Surely after such outrages, we have prima facie evidence of the necessity to put all gloomy loners on a solid regime of compassion-enhancing drugs - to say nothing of politicians who have their all-too-human fingers on the nuclear trigger.
But again, the mere thought of such treatment is impossible in a world that has been raised on the Drug Warrior lie, namely, that psychoactive drugs can be bad in and of themselves, without respect for why, how or when they are used.
Related tweet: June 2, 2023
"Everything one does in life, even love, occurs in an express train racing toward death. To smoke opium is to get out of the train while it is still moving. It is to concern oneself with something other than life or death." -Jean Cocteau
Katie MacBride's one-sided attack on MAPS reminds me of why I got into an argument with Vincent Rado. Yes, psychedelic hype can go too far, but let's solve the huge problem first by ending the drug war!!!
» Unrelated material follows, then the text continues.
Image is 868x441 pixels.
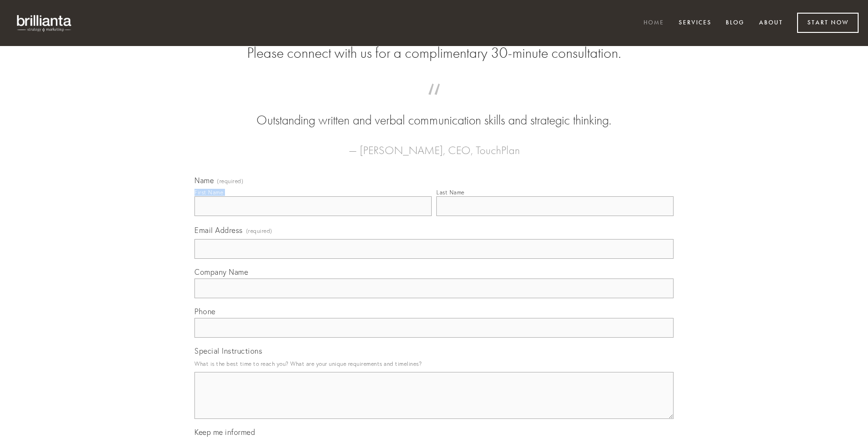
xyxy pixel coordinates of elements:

People talk about how dangerous Jamaica is -- but no one reminds us that it is all due to America's Drug War. Yes, cannabis and psilocybin are legal there, but plenty of drugs are not, and even if they were, their illegality elsewhere would lead to fierce dealer rivalry.
These are just simple psychological truths that drug war ideology is designed to hide from sight. Doctors tell us that "drugs" are only useful when created by Big Pharma, chosen by doctors, and authorized by folks who have spent thousands on medical school. (Lies, lies, lies.)
I can't believe people. Somebody's telling me that "drugs" is not used problematically. It is CONSTANTLY used with a sneer in the voice when politicians want to diss somebody, as in, "Oh, they're in favor of DRUGS!!!" It's a political term as used today!
If there is an epidemic of "self-harm," prohibitionists never think of outlawing razor blades. They ask: "Why the self-harm?" But if there is an epidemic of drug use which they CLAIM is self-harm, they never ask "Why the self-harm?" They say: "Let's prohibit and punish!"
Most people think that drugs like cocaine, MDMA, LSD and amphetamines can only be used recreationally. WRONG ! This represents a very naive understanding of human psychology. We deny common sense in order to cater to the drug war orthodoxy that "drugs have no benefits."
We won't know how hard it is to get off drugs until we legalize all drugs that could help with the change. With knowledge and safety, there will be less unwanted use. And unwanted use can be combatted creatively with a wide variety of drugs.
"Drugs" is imperialist terminology. In the smug self-righteousness of those who use it, I hear Columbus's disdain for the shroom use of the Taino people and the Spanish disdain for the coca use of the Peruvian Indians.
America's "health" system was always screaming at me about the threat of addiction from drugs. Then what did it do? It put me on the most dependence-causing meds of all time: SSRIs and SNRIs.
I knew all along that Measure 110 in Oregon was going to be blamed for the problems that the drug war causes. Drug warriors never take responsibility, despite all the blood that they have on their hands.